Including what they do not put in their letters.
Being utterly alone with What.

Genius is a signal. Theirs. Others’.
Some impossible writing helps.
Some impossible images help.

That arm, clothed in white samite
rising out of a lake to catch the jewelled hilt
of the sword Excalibur which Sir Bedivere has hurled,
at the dying Arthur’s instruction, from the shore.
Only that allows Arthur to die.
Allows anyone to die?


Waking Up from a Nap

Jane Austen tells the story of Fanny Price
slowly and evenly. A rather dull girl
living unappreciated in an elegant
house and grounds, Mansfield Park.

I last reread it forty years ago.
Time passes, but not it. The brilliant teacher
who introduced me to it has Alzheimer’s.
I do not know good and bad what has happened

to my classmates. I am in a guesthouse
of an abbey in Ireland. Outside my window
is an exuberant riot of colours: flowers,
bushes, growths. Further down the path,

people are at noon Mass. For days now,
all I have done here is sleep. Mornings,
afternoons and, in chapters, at night.
A friend to whom I wrote about this

wrote back that sleep can be restorative.
‘We are all getting older, and the rubbish
of the last three years has left its mark
on everybody.’ It does me good

to think of Jane Austen telling the story
of dull Fanny Price. Writing it down.
Blotting it. Sending it out into a
problematic world. Slowly and evenly

may not exist. Love may not be that,
but love is that. Yes it is.


In Ireland Again

Sometimes I like to walk in graveyards.
Parallel naps. The pal of a friend of mine
likes to lie on his back in graveyards
and have a smoke. If I smoked, I would do the same.

I do not know my real name.
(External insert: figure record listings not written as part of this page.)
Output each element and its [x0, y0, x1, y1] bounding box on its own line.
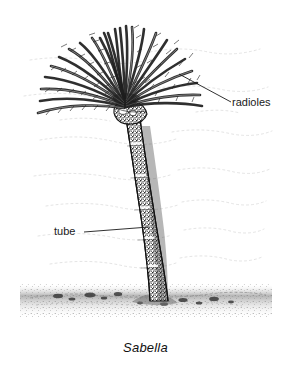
- label-tube: tube: [54, 226, 75, 237]
- sabella-illustration: [0, 0, 291, 365]
- label-radioles: radioles: [232, 97, 271, 108]
- figure-caption: Sabella: [0, 340, 291, 355]
- leader-line-radioles: [179, 74, 231, 102]
- sabella-figure: radioles tube Sabella: [0, 0, 291, 365]
- radiolar-crown: [38, 25, 202, 115]
- leader-line-tube: [84, 227, 149, 232]
- substrate: [20, 284, 272, 318]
One day
I shall find that out.

Recently, I met a kindly local man, Larry,
about my own age. As happy as Larry,
despite much. As alive as Larry.

Some locutions go through my mind,
the way that they are off seems to be telling me something.
‘Clouds gather.’ Clouds do not gather.
It is we who gather.
‘Crescent moon.’ The moon is never a crescent.
We see it as that, that’s all.
Last evening, an apricot-coloured one,
rising in an indigo sky.

Parallel naps.

If one walks slowly, any walk is a ramble.

May God have pity on the terrified.


© Richard W. Halperin

Richard W. Halperin’s poems are published by Salmon/Cliffs of Moher and by Lapwing/Belfast. Salmon has listed Selected & New Poems, Introduction by Joseph Woods, for Autumn 2023; it will draw upon poems from Mr. Halperin’s four Salmon and sixteen Lapwing collections, on the occasion of his 80th birthday. A new Lapwing, The Painted Word, will also appear in 2023.